VanceIX said:
It's hardly a 50% power difference in real life performance. If cores made games so much better, PCs would be running circles around both the PS4 and Xbox One. The 290x has 44 CUs, does that make games 244% better IRL performance? Not really. It's all about optimization, and devs aren't going to spend extra resources making the best game possible on PS4 when they can just port the base x86 optomized game to both. The PS3 had 8 cores compared to the 360's 3 cores in the CPU, look how that turned out. No one bothered optomizing for the PS3 anyway, unless it was a first-party exclusive like Uncharted or TLOU. Like I said, the best looking game is currently on the One, and multiplats look much more identical than they did last gen, where 360 had an obvious advantage. |
The 360 had hyperthreading so it actually had 6 logical threads vs the PS3s 7 (one was disabled for better yields). Its GPU also had unified shaders unlike the PS3 and shared memory + 10MB esram. The system had a great design overall, something Sony picked up on this gen.
Also the 290x runs games at 1080p and higher at much better IQ and framerets so the performance advantage is definitely there. If benchmarks were run and throughout was measured I'm sure the math would add up.
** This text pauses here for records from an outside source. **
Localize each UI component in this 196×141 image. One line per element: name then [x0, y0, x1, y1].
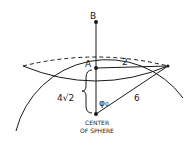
label-radius-2: 2: [122, 57, 128, 67]
rim-point-dot: [167, 65, 170, 68]
label-a: A: [85, 59, 92, 69]
point-a-dot: [94, 66, 98, 70]
label-center-2: OF SPHERE: [80, 127, 114, 134]
center-dot: [94, 112, 98, 116]
height-brace: [82, 70, 92, 113]
sphere-diagram: B A 2 6 4√2 φ₀ CENTER OF SPHERE: [0, 0, 196, 141]
label-height: 4√2: [57, 93, 74, 103]
label-angle: φ₀: [99, 98, 109, 108]
label-radius-6: 6: [134, 93, 140, 103]
label-b: B: [90, 11, 96, 21]
cap-radius-line: [96, 66, 168, 68]
label-center-1: CENTER: [85, 119, 109, 126]
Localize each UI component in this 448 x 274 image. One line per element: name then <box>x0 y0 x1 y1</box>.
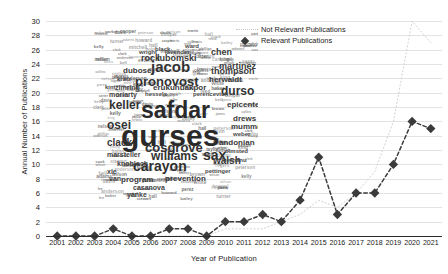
x-tick-label: 2009 <box>199 239 215 247</box>
y-tick-label: 22 <box>32 74 40 83</box>
data-point-marker <box>183 224 192 233</box>
x-tick-label: 2011 <box>236 239 251 247</box>
legend-label: Not Relevant Publications <box>261 25 346 34</box>
y-tick-label: 2 <box>36 217 40 226</box>
diamond-marker-icon <box>236 36 258 45</box>
x-tick-label: 2012 <box>255 239 271 247</box>
y-tick-label: 26 <box>32 45 40 54</box>
x-tick-label: 2015 <box>311 239 327 247</box>
y-tick-label: 28 <box>32 31 40 40</box>
x-tick-label: 2014 <box>292 239 308 247</box>
data-point-marker <box>370 188 379 197</box>
data-point-marker <box>295 196 304 205</box>
data-point-marker <box>407 117 416 126</box>
data-point-marker <box>426 124 435 133</box>
y-axis-ticks: 024681012141618202224262830 <box>0 14 44 236</box>
y-tick-label: 20 <box>32 88 40 97</box>
x-tick-label: 2010 <box>217 239 233 247</box>
x-tick-label: 2020 <box>404 239 420 247</box>
legend-item-relevant: Relevant Publications <box>236 35 346 46</box>
y-tick-label: 6 <box>36 189 40 198</box>
y-tick-label: 18 <box>32 103 40 112</box>
x-axis-ticks: 2001200220032004200520062007200820092010… <box>46 239 442 251</box>
data-point-marker <box>333 210 342 219</box>
x-tick-label: 2017 <box>348 239 364 247</box>
data-point-marker <box>239 217 248 226</box>
x-tick-label: 2007 <box>161 239 177 247</box>
x-tick-label: 2006 <box>143 239 159 247</box>
data-point-marker <box>314 153 323 162</box>
legend-item-not-relevant: Not Relevant Publications <box>236 24 346 35</box>
x-tick-label: 2021 <box>423 239 439 247</box>
data-point-marker <box>109 224 118 233</box>
y-tick-label: 30 <box>32 17 40 26</box>
data-point-marker <box>258 210 267 219</box>
x-axis-line <box>46 236 442 237</box>
y-tick-label: 14 <box>32 131 40 140</box>
x-tick-label: 2019 <box>386 239 402 247</box>
x-tick-label: 2005 <box>124 239 140 247</box>
x-tick-label: 2013 <box>273 239 289 247</box>
legend-label: Relevant Publications <box>261 36 332 45</box>
x-axis-title: Year of Publication <box>0 254 448 263</box>
series-line-not-relevant <box>57 21 431 236</box>
publication-trend-chart: Annual Number of Publications 0246810121… <box>0 0 448 274</box>
x-tick-label: 2008 <box>180 239 196 247</box>
x-tick-label: 2002 <box>68 239 84 247</box>
y-tick-label: 24 <box>32 60 40 69</box>
data-series-layer <box>46 14 442 236</box>
y-tick-label: 0 <box>36 232 40 241</box>
x-tick-label: 2001 <box>49 239 65 247</box>
data-point-marker <box>389 160 398 169</box>
x-tick-label: 2018 <box>367 239 383 247</box>
y-tick-label: 16 <box>32 117 40 126</box>
chart-legend: Not Relevant Publications Relevant Publi… <box>236 24 346 46</box>
y-tick-label: 8 <box>36 174 40 183</box>
x-tick-label: 2003 <box>87 239 103 247</box>
x-tick-label: 2016 <box>330 239 346 247</box>
y-tick-label: 4 <box>36 203 40 212</box>
data-point-marker <box>165 224 174 233</box>
x-tick-label: 2004 <box>105 239 121 247</box>
y-tick-label: 12 <box>32 146 40 155</box>
dotted-line-icon <box>236 25 258 34</box>
y-tick-label: 10 <box>32 160 40 169</box>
Also Ryse looks really good, but would you say its because of technology/performace or because artstyle/clever tweaks? Crytek dropped polycounts in favour of more refined shaders for example. They Aldo used a custom AA technique to help make the game look good at 900p. I'm pretty sure the PC version of Ryse running on a 7870 (PS4 level GPU) will look and run much better than the XBox version for example, perhaps close to 60fps (900p definately, 1080p maybe) which would be more than double the workload.